Guide · Community Ops
Running Discord Playoffs — The Complete Community Manager Guide
From role permissions to bracket announcements — everything a Discord community manager needs to run a real Playoffs tournament.
· Playoff
Discord is where esports communities actually live — voice chat during matches, spectator channels for streams, LFG posts for teams. But running a real Playoffs tournament on Discord takes more than a server invite. This guide walks through the exact setup the Playoff platform uses to run 30-50 tournaments a month on the TGI Discord.
Step 1: server structure
Split your server into three zones with distinct role permissions:
- Public zone — announcements, general chat, LFG, rules. Everyone can read + post.
- Player zone — one text + voice channel per group or match. Only assigned players can join their own channel.
- Staff zone — admin chat, dispute logs, casters room. Only staff role.
Discord's channel-level permissions handle this cleanly — no bot required for the base setup.
Step 2: roles that matter
Minimum viable set:
- Registered Player — auto-assigned when a user signs up on Playoff and links their Discord.
- Team Captain — one per team, has permission to manage the team's private channel.
- Caster / Streamer — access to spectator channels and priority voice slot.
- Admin — full permissions.
Step 3: bracket announcements
A dedicated #playoffs-bracket channel where the bracket state is pinned. Each round: post the new pairings, tag each team captain, drop the map/veto process, and link to the Playoff bracket view. Auto-generate on the Playoff platform — the bracket syncs to the Discord webhook you configure at /publish.
Step 4: match protocol
Standardize the flow so players know exactly what to do:
- Team captains meet in the assigned match-lobby voice channel 15 minutes before scheduled time.
- Veto process for maps (see the Valorant/CS2 rules per game).
- Custom lobby created in-game; players join within 5 min.
- Best-of-1 or Best-of-3 as bracket dictates.
- Team captains screenshot final scoreboard.
- Result reported on Playoff — the platform advances the bracket automatically.
- Disputes → #dispute-log channel with attached screenshots.
Step 5: spectator experience
For Playoffs Grand Finals — where audience matters — do these three things:
- Public voice channel where the caster is unmuted and everyone else is auto-muted on join.
- Twitch stream embed in a stage channel with the caster as the speaker.
- Post-match highlights channel — clip the last round of every match and post it after the game with the winner tag.
The Playoff × Discord integration
The Playoff platform ships with a native Discord OAuth flow, role sync on registration, and bracket webhooks. When a player signs up on Playoff and connects their Discord, they automatically get the correct role in your server the moment they confirm participation. When a match result is submitted, the next round's pairing announcement fires into your bracket channel with zero manual work.
Common mistakes to avoid
- No dispute channel. Disputes handled in DMs get lost. Always keep them public + logged.
- Voice channels not gated. Spectators can join player voice channels and disrupt matches — always restrict.
- No standardized best-of. Half the disputes come from teams disagreeing about format. Pin it in the channel topic.
- Streaming without permission. Ask team captains before streaming their POV — some competitive players avoid reveal-streaming their strats.
Ready to run your first tournament? Start on /publish — Playoff handles the bracket math, Discord integration, and payout logistics. You handle the community.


> [WHAT YOU WILL DO]: Each line from the one containing "What region does <b>window</b> occupy?" through the last line of the records is to be repeated exactly, with all pictures left out.

> [DATA UNDER STUDY]:
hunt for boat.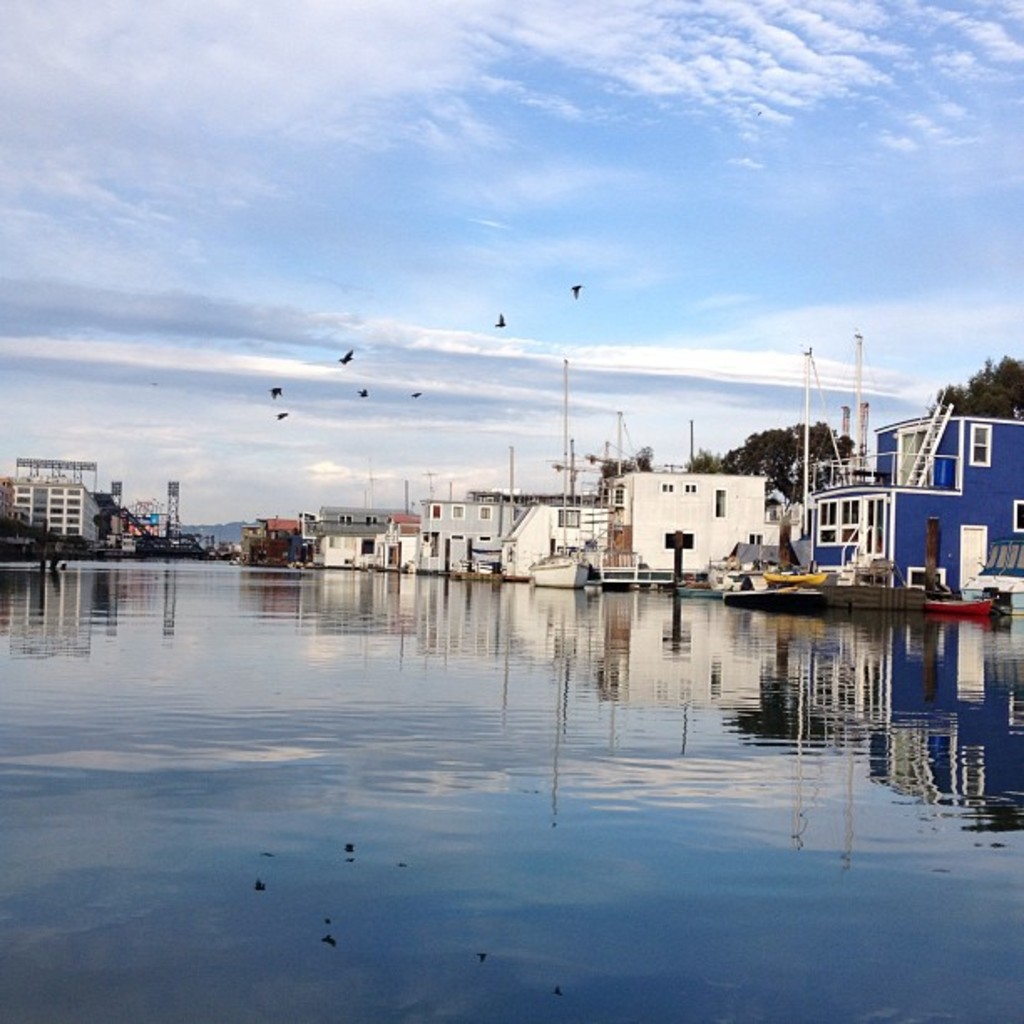
Hunted down at (x1=820, y1=549, x2=934, y2=611).
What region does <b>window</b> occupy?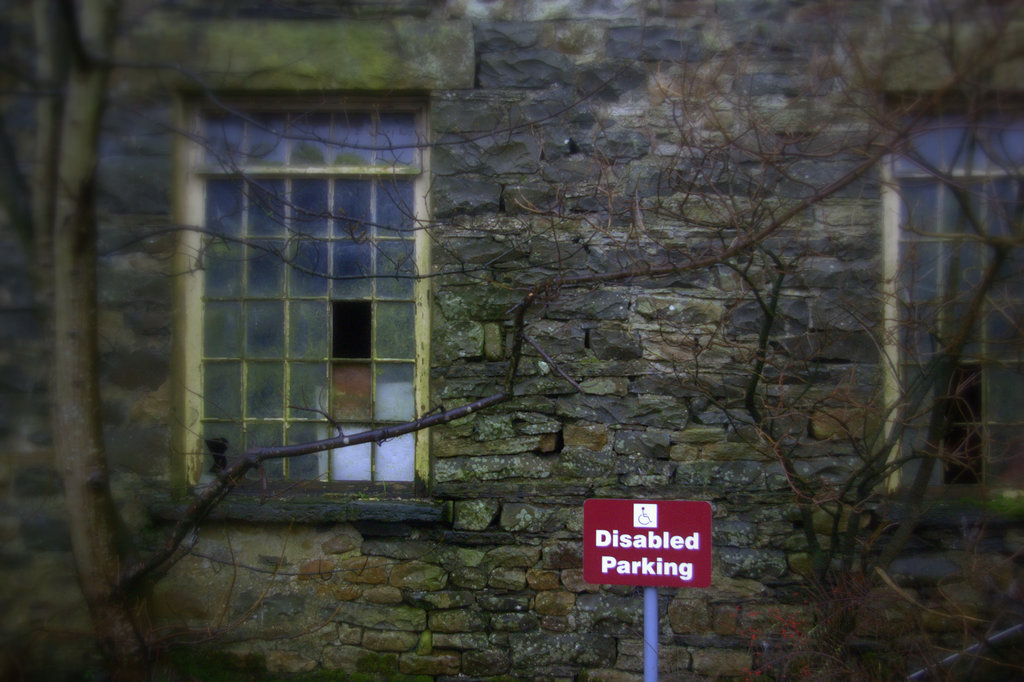
Rect(178, 86, 440, 532).
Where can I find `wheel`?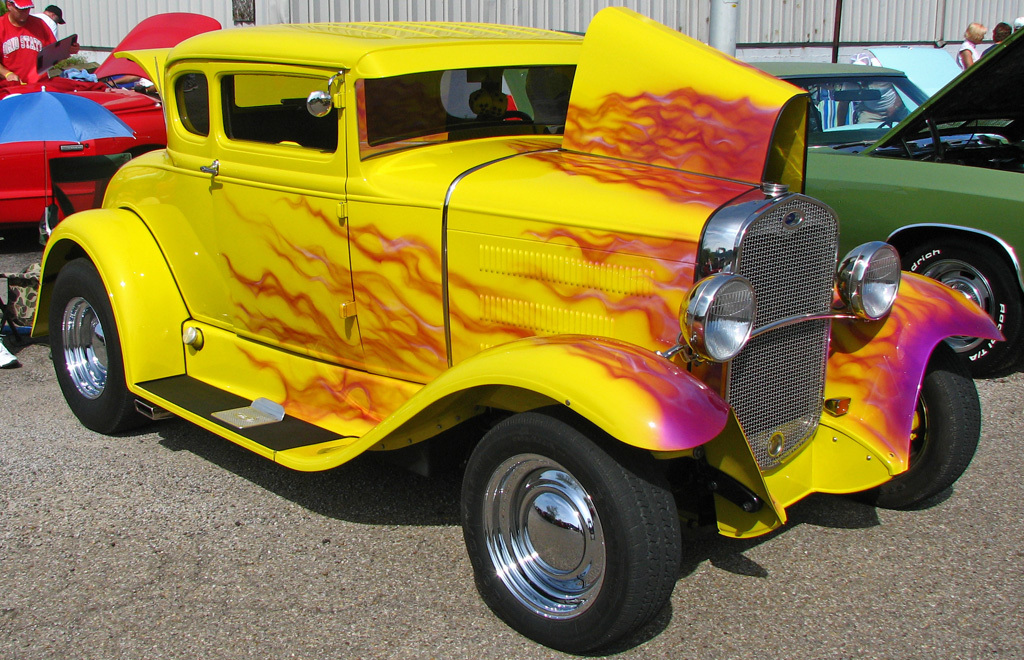
You can find it at [x1=459, y1=406, x2=679, y2=653].
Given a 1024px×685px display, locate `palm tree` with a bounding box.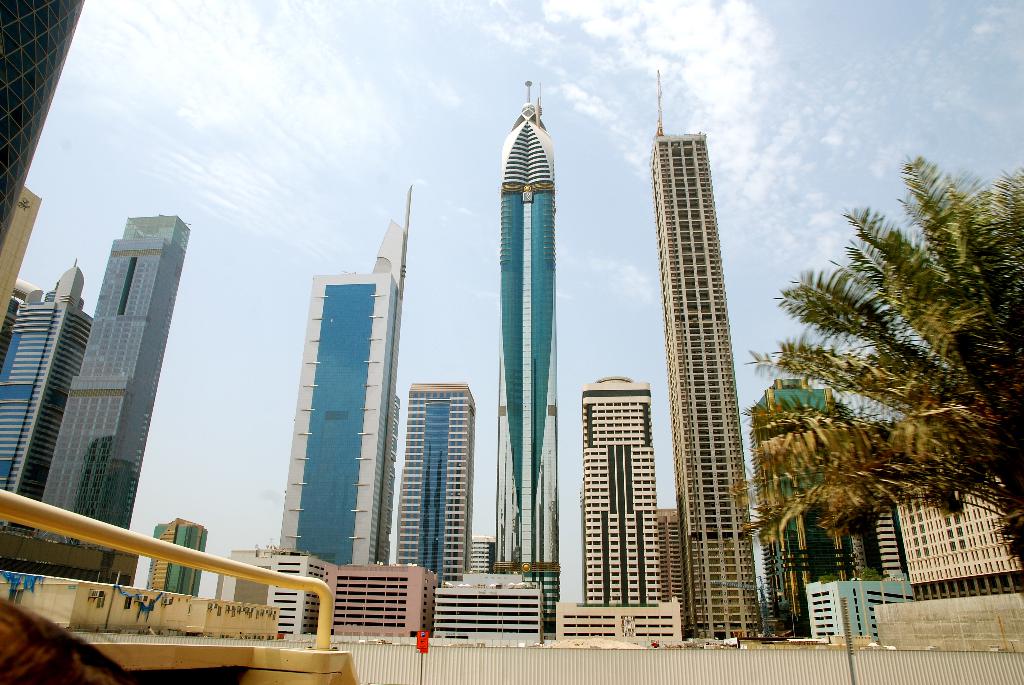
Located: bbox=[727, 158, 1023, 568].
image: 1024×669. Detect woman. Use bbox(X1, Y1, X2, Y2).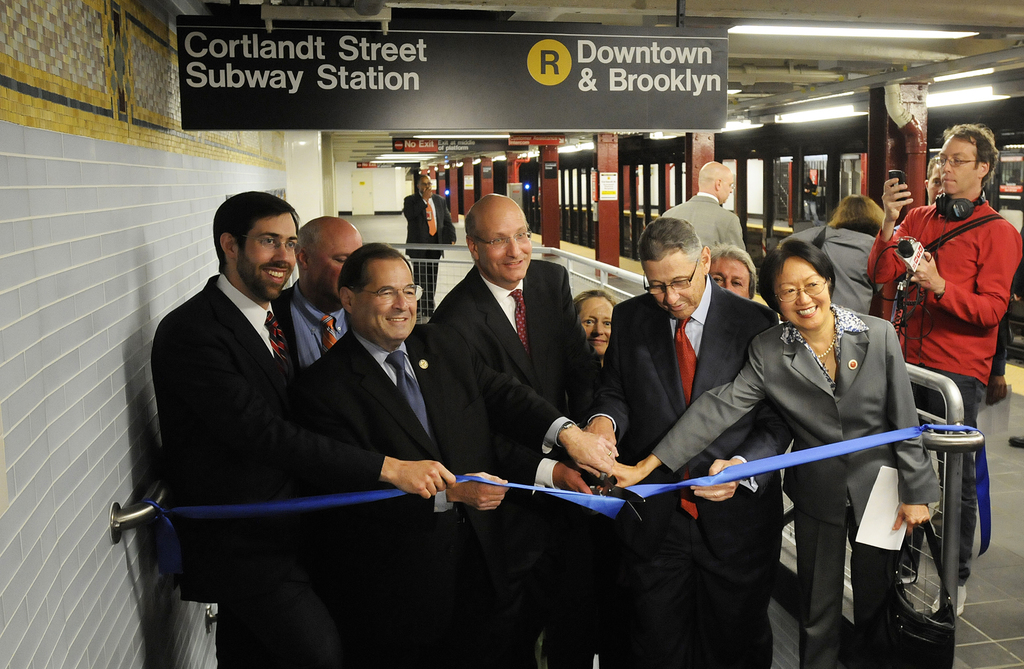
bbox(778, 192, 890, 327).
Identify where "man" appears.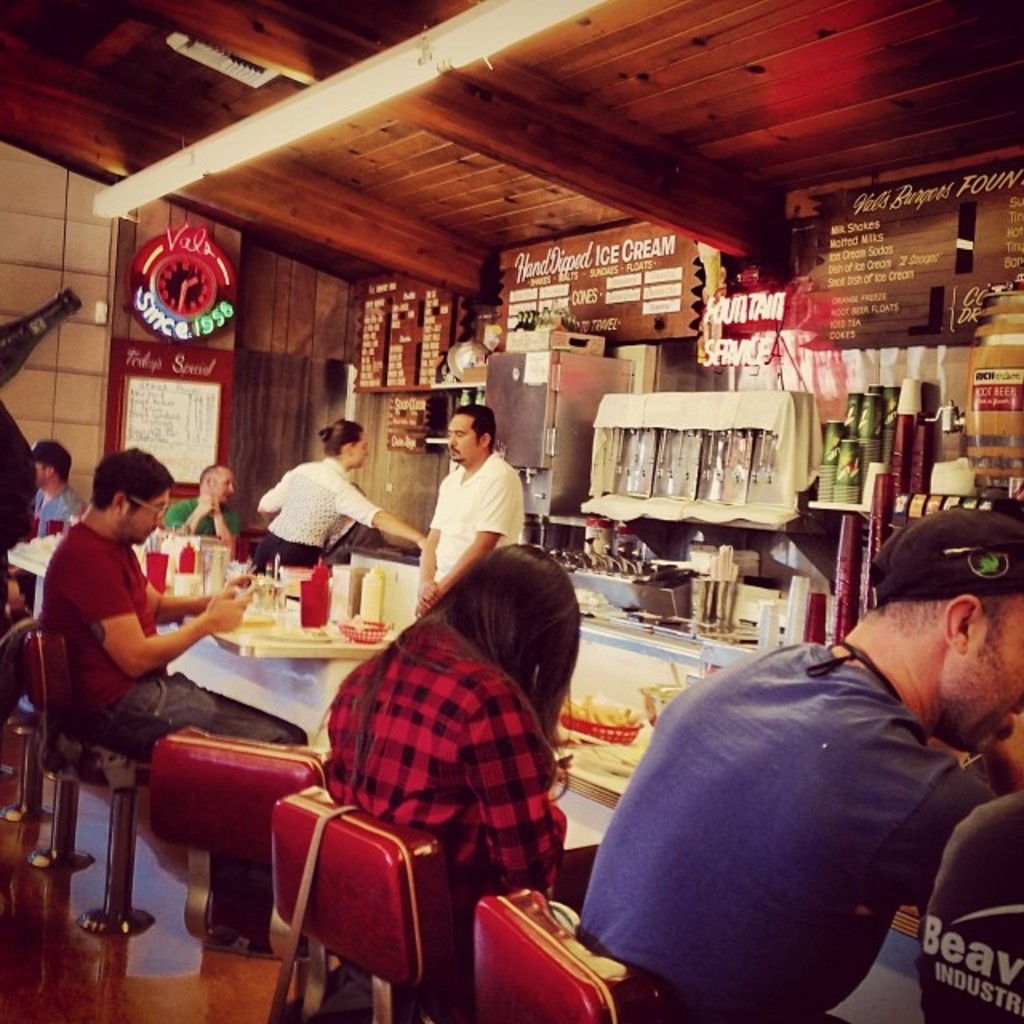
Appears at Rect(34, 442, 310, 765).
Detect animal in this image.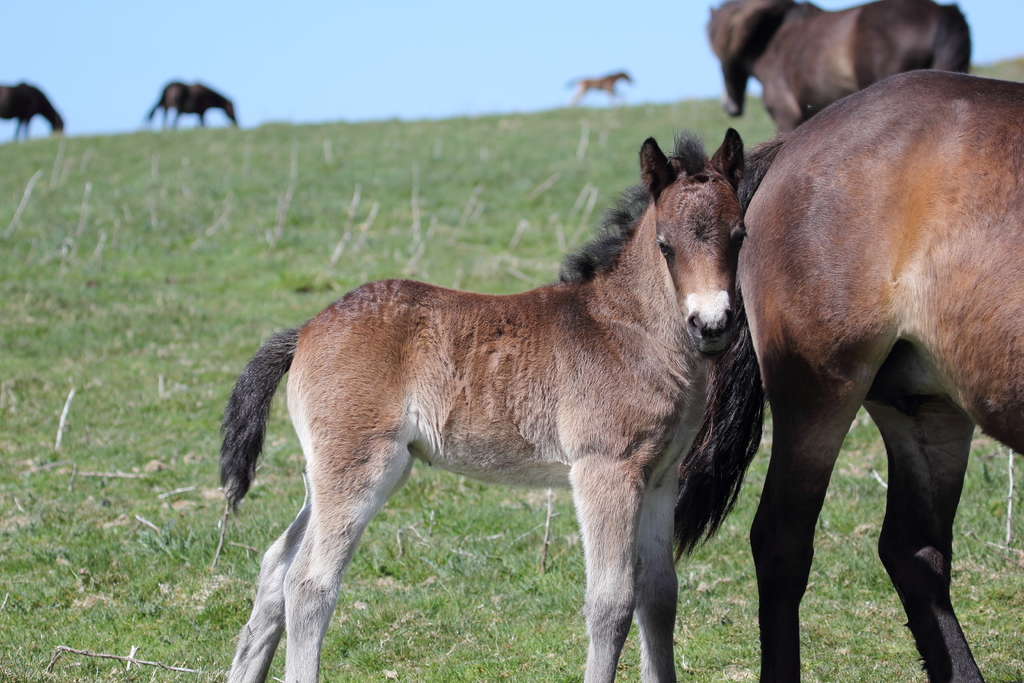
Detection: x1=680 y1=64 x2=1023 y2=682.
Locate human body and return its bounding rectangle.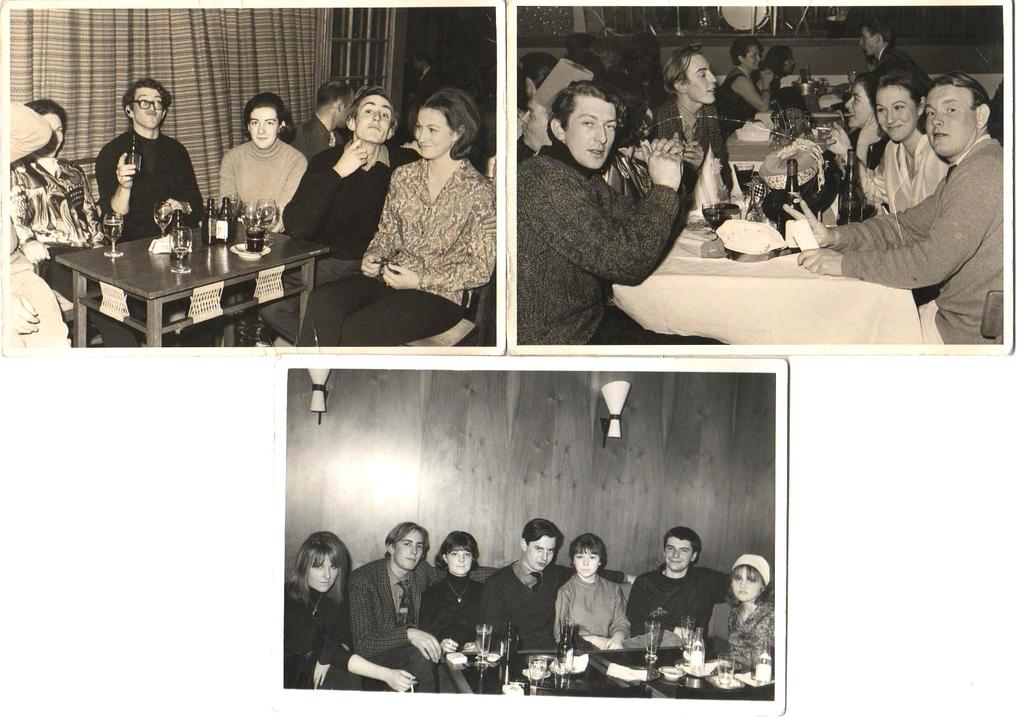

> [TASK OUTPUT]:
What region does <b>window</b> occupy?
Rect(178, 86, 440, 532).
Where can I find `wheel`?
You can find it at [x1=459, y1=406, x2=679, y2=653].
Given a 1024px×685px display, locate `palm tree` with a bounding box.
Located: bbox=[727, 158, 1023, 568].
image: 1024×669. Detect woman. Use bbox(X1, Y1, X2, Y2).
bbox(778, 192, 890, 327).
Identify where "man" appears.
Appears at Rect(34, 442, 310, 765).
Detect animal in this image.
Detection: x1=680 y1=64 x2=1023 y2=682.
Locate human body and return its bounding rectangle.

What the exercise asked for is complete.